Will the proposed legislation spell ruination of art and literature?  Time magazine called it a “fig leaf law.”  The newspapers made the same point by reproducing pictures of famous statues and paintings with black ink blotting out sensitive areas.  In his regular column on art in the Financial Post, Arnold Edinborough wrote that bills like this “are getting at the arts people where they live;” let common sense replace draconian laws,” he urged.

Common sense should have urged him and other critics to read what the bill actually says.  Section 159.1 (1) says that “the court shall find the accused not guilty, if the accused establishes, on a balance of probabilities, that the matter or communication in question has artistic merit of an educational, scientific or medical purpose.”  No leap of faith is involved; it is simply a matter of accepting that the words mean what they say.
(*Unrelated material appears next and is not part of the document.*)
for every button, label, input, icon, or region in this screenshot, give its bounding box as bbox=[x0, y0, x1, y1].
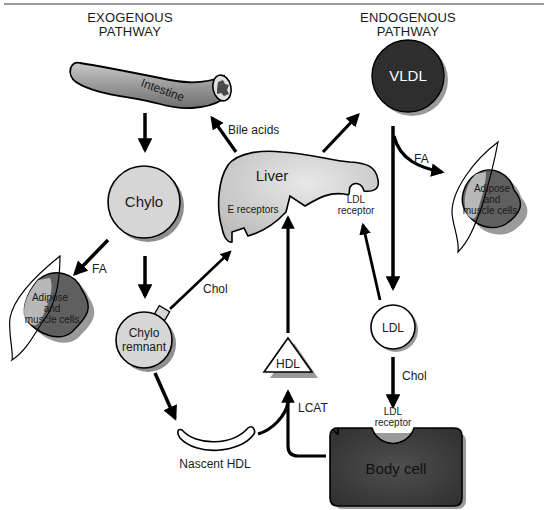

Alan Borovoy (among others) contends that Shakespear’s Romeo and Juliet and Plato’s Symposium might have to be removed from the library shelves.  We have only to imagine what would happen if anyone prosecuted a librarian for having Romeo and Juliet on his or her shelves; the parade of Shakespearean scholars ready to testify to its artistic and educational value would reach around the world.  Imagine similarly the parade of classical scholars who would take the stand to patiently explain that Alcibiades’ division of human beings into homosexuals and heterosexuals is not only a small part of the Symposium and that the dialogue is really about degrees of love, including the disembodied type we call Platonic love.

Borovoy is being completely disingenuous in his list of literary works subject to censorship if the legislation passes.  And he knows very well that our judges have bent over backwards to show that they are as liberal and tolerant as anybody else; it is rare for a book or film to meet their censure if it has any pretensions to artistic merit at all.

In fact, groups like Canadians for Decency point out that the defense of artistic merit is open to abuse; what justification artistic or otherwise, can there be for scenes of sexual violence, gross intrusions of objects into body cavities, necrophilia and bestiality?  The officers of Project “P”, the section of the Ontario Provincial Police assigned to deal with pornography, consider that the proposed legislation will not enable them to bring court cases against the most offensive pictures in Penthouse and Hustler and the like, such as those in which intercourse is simulated or nearly occurring – much less against a Rodin nude.

They are not the only ones to feel that the present legislation is inadequate and more restrictive laws against pornography are needed.  In a Globe column last June, Michele Landsberg pointed out that a Manitoba judge had acquitted Penthouse magazine of obscenity charges, citing the testimony of respected civil libertarian spokeswomen that photographs of Japanese women ankles, bound, or trussed, with ropes tightly lashed around their breasts and through their genitals, were “strange and beautiful.”

Two days before this column appeared, the Ontario Court of Appeal upheld a decision by Judge P.T. Matlow that 36 sex magazines which showed sex without violence were not obscene.  Crown attorney Stanley Berger said that the judgment made the law against obscene literature virtually unenforceable.  “Unless we get the equivalent of pictorial representations of snuff films,” he said, “everything else can be distributed.”  He had urged during the trial that the magazines advocated incest, bondage and use of children as sexual objects, and that they degraded women by showing them as sexual machines.

The proposed legislation is necessary, and most of the arguments against it are spurious.  The objectors degrade the Canadian intellectual scene by making stock responses, using clichés, and failing to consider evidence which is generally available – including a carefully prepared report to our own government – that pornography causes harm within our society.